I'm seventeen years older than you. I've got a bad knee and I wake up wrong half the mornings of my life and I've been to a war that you were three years old for.

" My voice came out rough. "And now you're pregnant and you want to keep it and you're standing here telling me you're not asking me for anything, which is the most Haven thing you've ever said to me—"

"Wyatt—"

"I don't want you shackled to me because of a baby." The words came out raw. "That's what I'm saying. I don't want you to be twenty-five and look at your life and realize—"

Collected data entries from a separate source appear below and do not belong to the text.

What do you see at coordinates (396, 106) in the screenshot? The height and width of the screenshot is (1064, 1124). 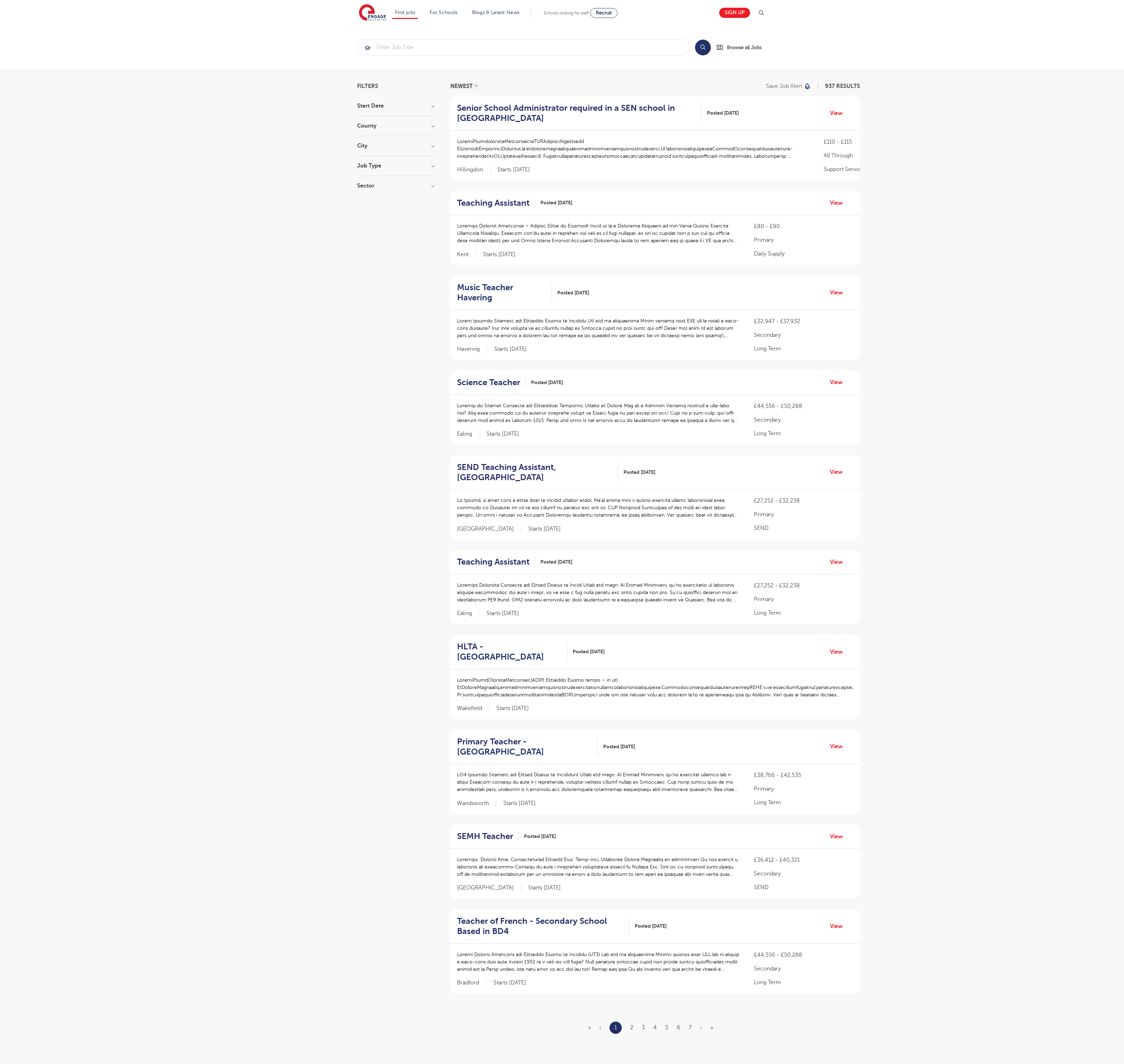 I see `h3: Start Date` at bounding box center [396, 106].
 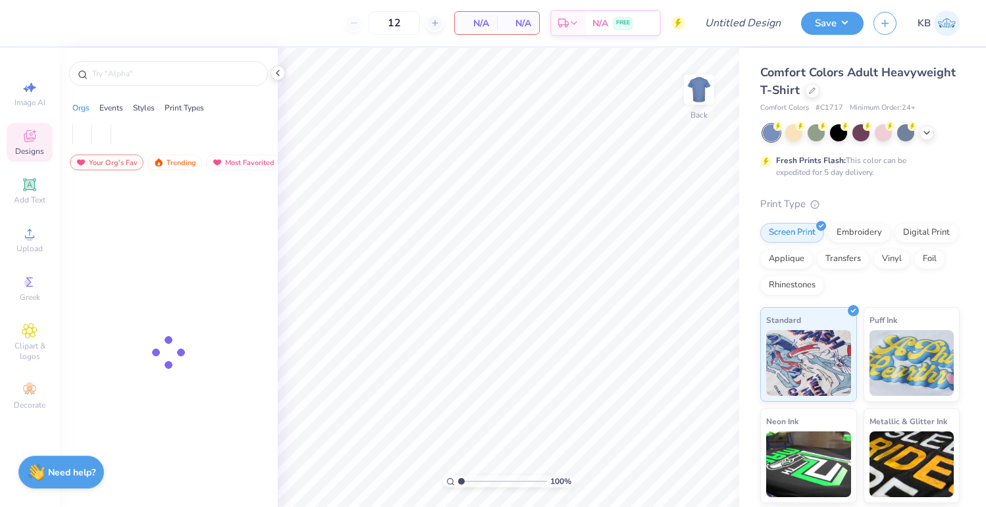 What do you see at coordinates (72, 473) in the screenshot?
I see `strong: Need help?` at bounding box center [72, 473].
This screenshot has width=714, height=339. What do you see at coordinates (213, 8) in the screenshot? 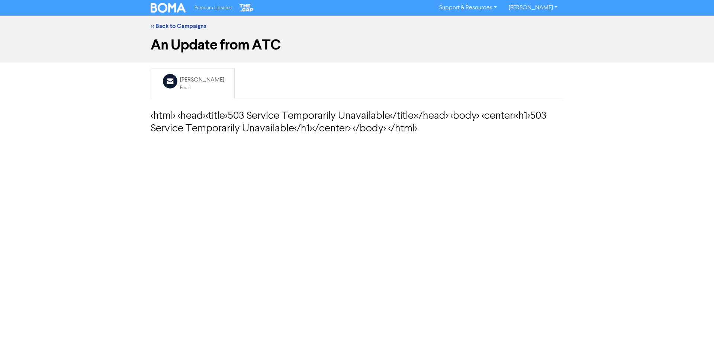
I see `span: Premium Libraries:` at bounding box center [213, 8].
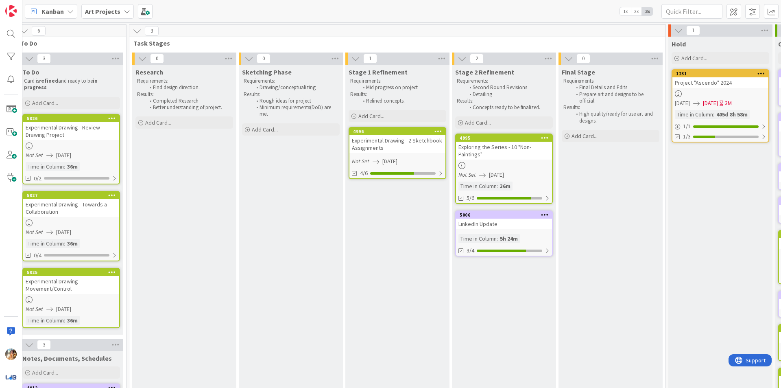  What do you see at coordinates (504, 150) in the screenshot?
I see `div: Exploring the Series - 10 "Non-Paintings"` at bounding box center [504, 150].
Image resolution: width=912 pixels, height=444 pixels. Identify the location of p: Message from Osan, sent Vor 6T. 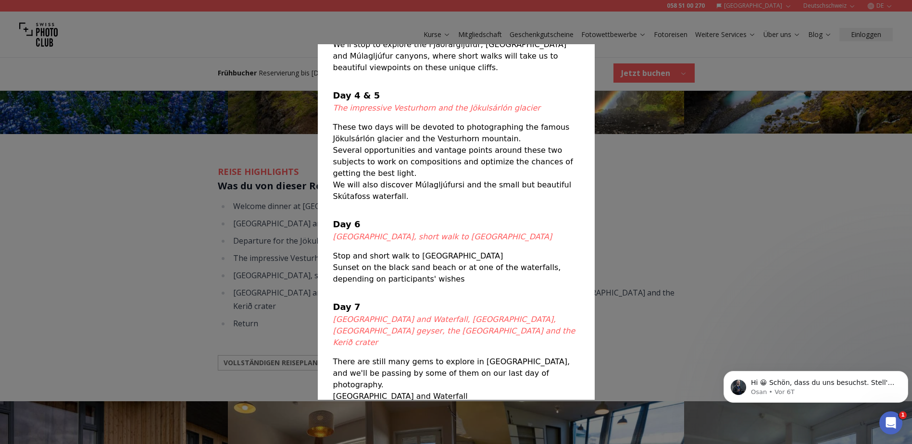
(104, 41).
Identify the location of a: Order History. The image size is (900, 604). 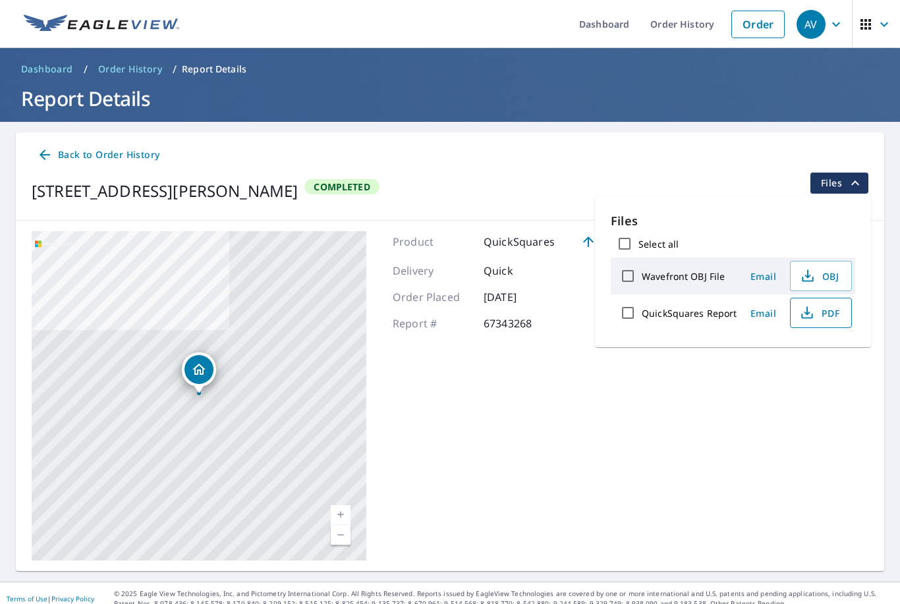
(130, 69).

"That I'm with the man I've wanted since I was sixteen?" Her voice cracked on it, just slightly. "That I'm raising a baby with someone I'm in love with?"

The barn went quiet.

She closed her eyes briefly. Opened them. Like she hadn't meant to say it quite like that but wasn't going to take it back either.

"I have known what I wanted for a long time," she said.

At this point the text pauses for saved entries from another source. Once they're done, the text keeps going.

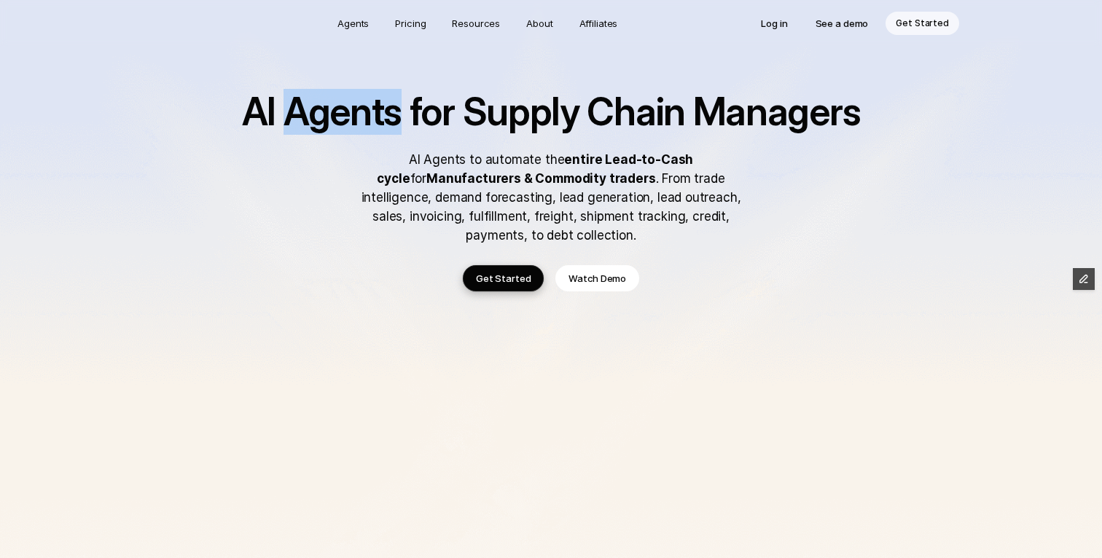 This screenshot has width=1102, height=558. What do you see at coordinates (476, 23) in the screenshot?
I see `p: Resources` at bounding box center [476, 23].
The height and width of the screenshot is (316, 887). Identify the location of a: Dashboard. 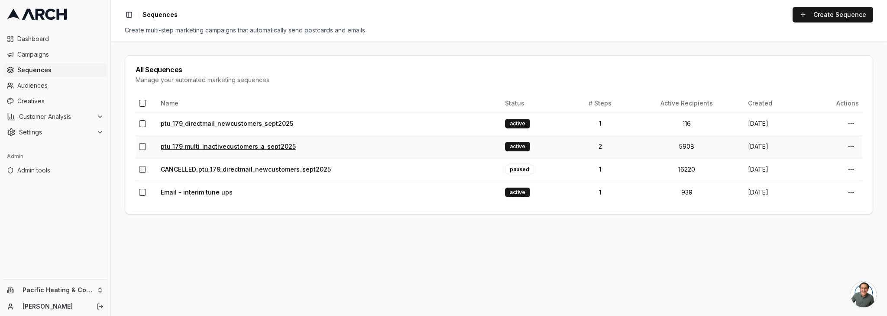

"You keep trying to protect me from my own choices and I need you to hear me when I tell you—I am not a kid.

I am not confused. I know exactly what I'm choosing and I'm choosing it anyway.

" Her jaw set. "The question is whether you want it too. Not whether I'm allowed to."

I looked at her.

Stared.

Wanted to sweep her into my arms and kiss her senseless, but also to hide my face in shame that I’d stolen her fucking future.

I didn’t get to do either.

Because the barn door banged open.

Dakota came in fast, hair mussed and pushed back, out of breath. He took one look at me, one look at Haven, and his stride faltered for half a second.

"Sorry," he said, not sounding sorry at all. "But we've got a situation."

I stared at him. "Dakota—"

"Two puppies caught in the fence down by the south pasture." He jerked his head toward the door. "Whole litter running loose, no mama anywhere. Neto thinks a coyote got her."

I rubbed a hand over my face.

"How many puppies?" Haven said.

I looked at her. She'd already shifted—shoulders back, focused, the conversation folded away somewhere behind her eyes. Already in work mode. Already thinking about what needed doing.

"Five? Six?" Dakota said. "Two of 'em are stuck bad. Barbed wire."

"I'll get the kit," she said, and walked past both of us toward the supply room without waiting to be asked.

Dakota watched her go.

The supply room door swung shut behind her.

“You good?” Dakota asked.

Thank fuck he wasn’t being a snarky little shit. I didn’t think I could handle it.

"I'm fine,” I muttered.

He nodded slowly. Didn't believe me, and didn't push it, which was the best thing about Dakota when he wasn't being an idiot. He knew when to leave something alone.

"Puppies need us," he said.

"Yeah." I grabbed my jacket off the stall door. "Let's go."